Thoughts About MIT's Teaching
May. 13th, 2014 03:05 pmBefore I get into the main subject of this entry, I have a quick celebrity death watch note. Farley Mowat wrote about the Arctic. I associate him with the title Far North but Amazon indicates that I must have hallucinated that association.
I promised a while back to write more about my MIT experience. I was surprised that most of the comments had to do with teaching. Note that I can really only speak to having been Course 2 (mechanical engineering) in the late 1970’s, so I have an inherently limited perspective. I had mixed experiences with the teaching skills of various professors. The problem is, of course, that research is more important than teaching in promotions and, especially, tenure. That said, I think MIT does care more about teaching than a lot of other research universities do. And I found that my professors were generally willing to provide extra help.
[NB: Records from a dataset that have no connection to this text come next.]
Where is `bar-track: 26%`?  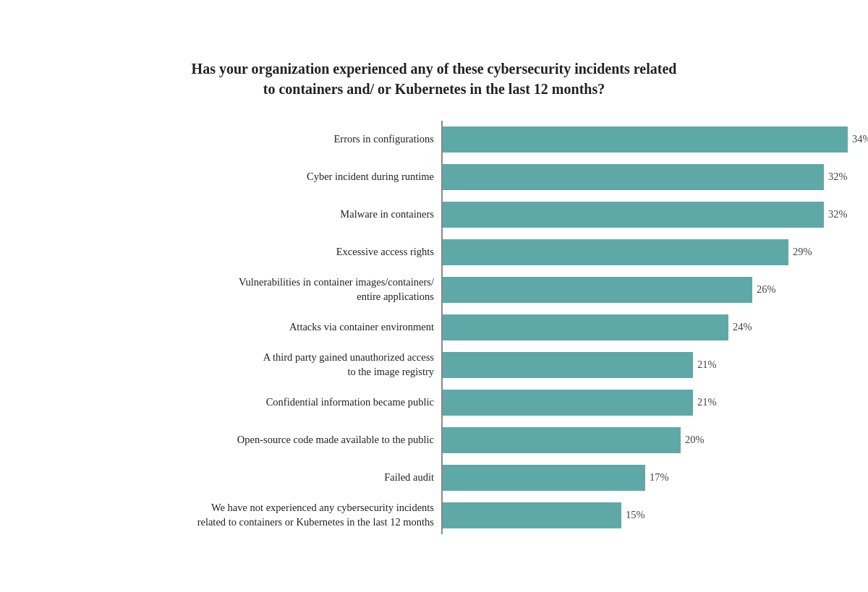
bar-track: 26% is located at coordinates (644, 290).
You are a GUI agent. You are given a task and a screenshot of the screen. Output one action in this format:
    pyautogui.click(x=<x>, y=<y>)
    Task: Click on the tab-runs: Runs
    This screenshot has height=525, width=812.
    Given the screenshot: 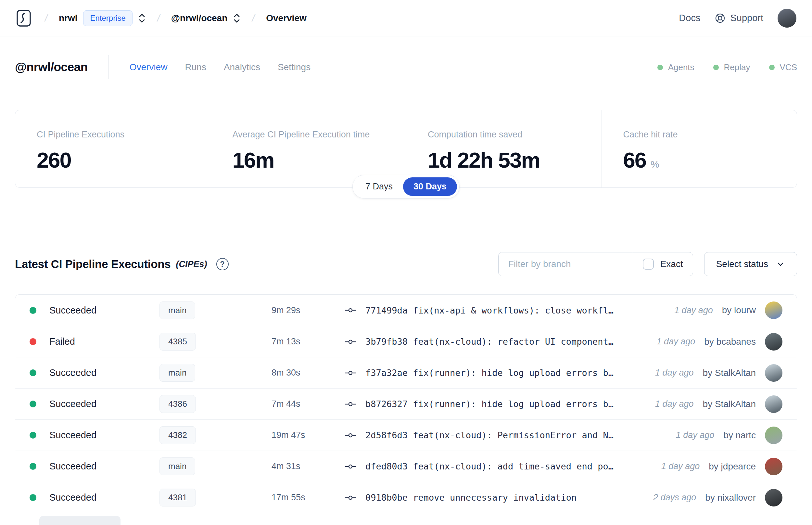 What is the action you would take?
    pyautogui.click(x=196, y=68)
So what were the barriers?
I think that most of these are problems across the board, rather than specific to MIT. My grad school experience suggests that Berkeley was somewhat more realistic about prerequisites than MIT was. But there was the same variability of teaching ability. The two most egregious examples I experienced there were a compressible fluid flow class where the key to success was memorizing the derivations for a dozen or so problems and a class on digital control systems that was being taught by a professor who wanted to learn the material himself. The latter, however, had some fun aspects to it. We figured out that the professor in question loved it if we stuck LEDs on our circuits to show what was going on. My lab partner and I also had a great division of labor. I went to class on Tuesdays, he went on Thursdays. For reports, he did the writing and I did the drawings (mostly circuit diagrams). Both of us thought we got the better deal out of that.
I promised a while back to write more about my MIT experience. I was surprised that most of the comments had to do with teaching. Note that I can really only speak to having been Course 2 (mechanical engineering) in the late 1970’s, so I have an inherently limited perspective. I had mixed experiences with the teaching skills of various professors. The problem is, of course, that research is more important than teaching in promotions and, especially, tenure. That said, I think MIT does care more about teaching than a lot of other research universities do. And I found that my professors were generally willing to provide extra help.
So what were the barriers?
- In some cases, professors were not particularly interested in teaching introductory classes. This wasn’t a huge problem, but I did have some times when I felt a lack of enthusiasm. I suspect some may have been a lack of enthusiasm for teaching, in general. I remember this for Linear Algebra, in particular.
- If you are an expert on a subject, it is very often difficult to tell what is and isn’t hard for people to understand about that subject. I find that is true outside of academia, too, as a large part of my job is "geek to English translation."
- MIT students are used to grasping things quickly and are, hence, reluctant to admit they might need extra help. I think this is often a particular problem for women, by the way, because women saying, "help me with this" often gets men responding with, "here, let me do it for you." I’ll also note that I found it a huge relief to realize that some of the men in my lab classes were just as intimidated by big power machines as I was.
- In technical fields, there are a lot of things that build on prior knowledge. You can take six literature classes at once and only your eyesight will suffer. But you really can’t learn, say, fluid mechanics without having learned vector calculus. I found that the prerequisites for some classes were not realistic and I think there was some pressure on professors to minimize the number of prerequisites for a given class. My best example of this was a (graduate-level) acoustics class (I think this was 2.06J), which would have been a lot easier had I had some previous exposure to continuum mechanics, for familiarity with notation if nothing else.
I should also note that this can be the downside of freshman year having been entirely pass-fail. I certainly had to do a certain amount of catching up to learn things (especially math) that I should have learned better then. But I think part of that was also that I learn math better in the context of using it rather than as an abstract subject. - In terms of real world skills, there wasn’t enough emphasis on communication skills. We did have some (randomly selected) lab reports reviewed by a professor from the writing program. But I never had to give an oral presentation. I’ll also note that in many years of conference attendance, I’m not convinced that a lot of professors have these communication skills. I continue to believe that it is a bad idea for people to be professors of engineering without ever having worked as engineers. And, no, consulting gigs don’t count. Alas, I do not rule the world.
I think that most of these are problems across the board, rather than specific to MIT. My grad school experience suggests that Berkeley was somewhat more realistic about prerequisites than MIT was. But there was the same variability of teaching ability. The two most egregious examples I experienced there were a compressible fluid flow class where the key to success was memorizing the derivations for a dozen or so problems and a class on digital control systems that was being taught by a professor who wanted to learn the material himself. The latter, however, had some fun aspects to it. We figured out that the professor in question loved it if we stuck LEDs on our circuits to show what was going on. My lab partner and I also had a great division of labor. I went to class on Tuesdays, he went on Thursdays. For reports, he did the writing and I did the drawings (mostly circuit diagrams). Both of us thought we got the better deal out of that.